The fifth period extended from the mid-eighteenth century to 1880 - the year that marks the dawn of contemporary culture. This period, which laid the foundations for all streams of contemporary Judaism, produced Hassidic and Haskalah literature. It was in this period that Jewish cultural activity transcended the boundaries of normative Judaism, extending to the literature of the peoples among whom Jews lived. Hebrew literary works were joined by great works in Yiddish, German and Russian. From this point on, the bulk of Jewish creative endeavors lied in the realm of Jewish secularism.
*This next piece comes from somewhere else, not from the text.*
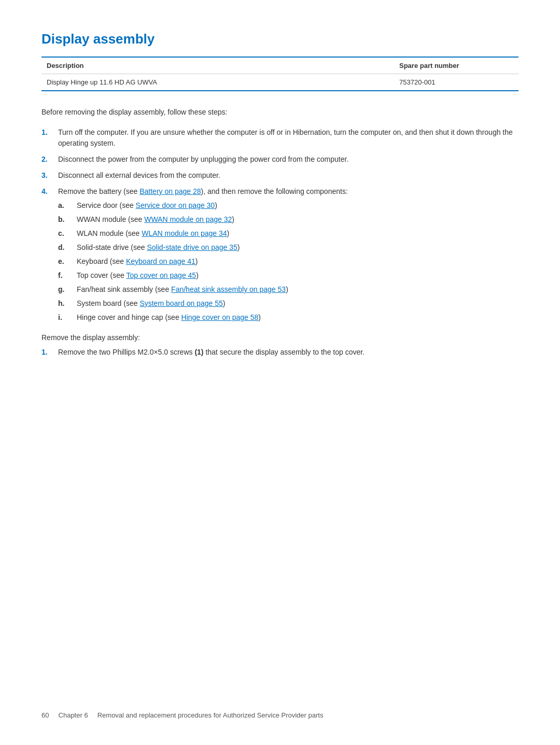  Describe the element at coordinates (170, 191) in the screenshot. I see `battery-link: Battery on page 28` at that location.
The final three periods will represent Judaism in the twentieth century, in all its many forms and languages. The sixth period is that of the turn of the century, from 1880 to 1920, the period of national rebirth and the period of the Jewish socialist movement, and the meteoric rise of Yiddish culture. The seventh period – between the world wars - saw the development of a vast body of Jewish culture in European languages, the creation of Jewish culture in Palestine, and the appearance of Jewish culture the New World, primarily in English, but also in Hebrew and in Yiddish. The eighth period, from 1940 to the present is the period of the Holocaust and contemporary culture, created in in the diaspora and in Israel where, for the first time, Hebrew is the mother tongue of writers and readers alike.
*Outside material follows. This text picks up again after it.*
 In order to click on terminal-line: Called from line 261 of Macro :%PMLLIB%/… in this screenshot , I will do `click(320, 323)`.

The boundaries of Jewish culture today extend far and wide. Hebrew literature is translated into dozens of languages, and its authors are known throughout the world. The best of world literature is translated into Hebrew, becoming part of general Israeli culture. Jewish literature is written all over the world, in many different languages. Jewish musicians, including many Israelis, play a central role in contemporary musical culture. Artistic media once foreign to Jewish culture are now an integral part of Jewish creative activity. Hebrew theater, for example, with no previous dramatic tradition, is now an important part of Jewish culture. So, too, dance and the plastic arts - such as painting, sculpture and architecture – that were distant from Jewish tradition over the ages, have come to play a central role in contemporary Jewish culture, and Jewish artists have made important contributions to world culture. Despite its wide-ranging international character, contemporary Jewish culture, in Israel and the diaspora, continues to maintain a strong connection to its ancient Hebrew and Jewish roots.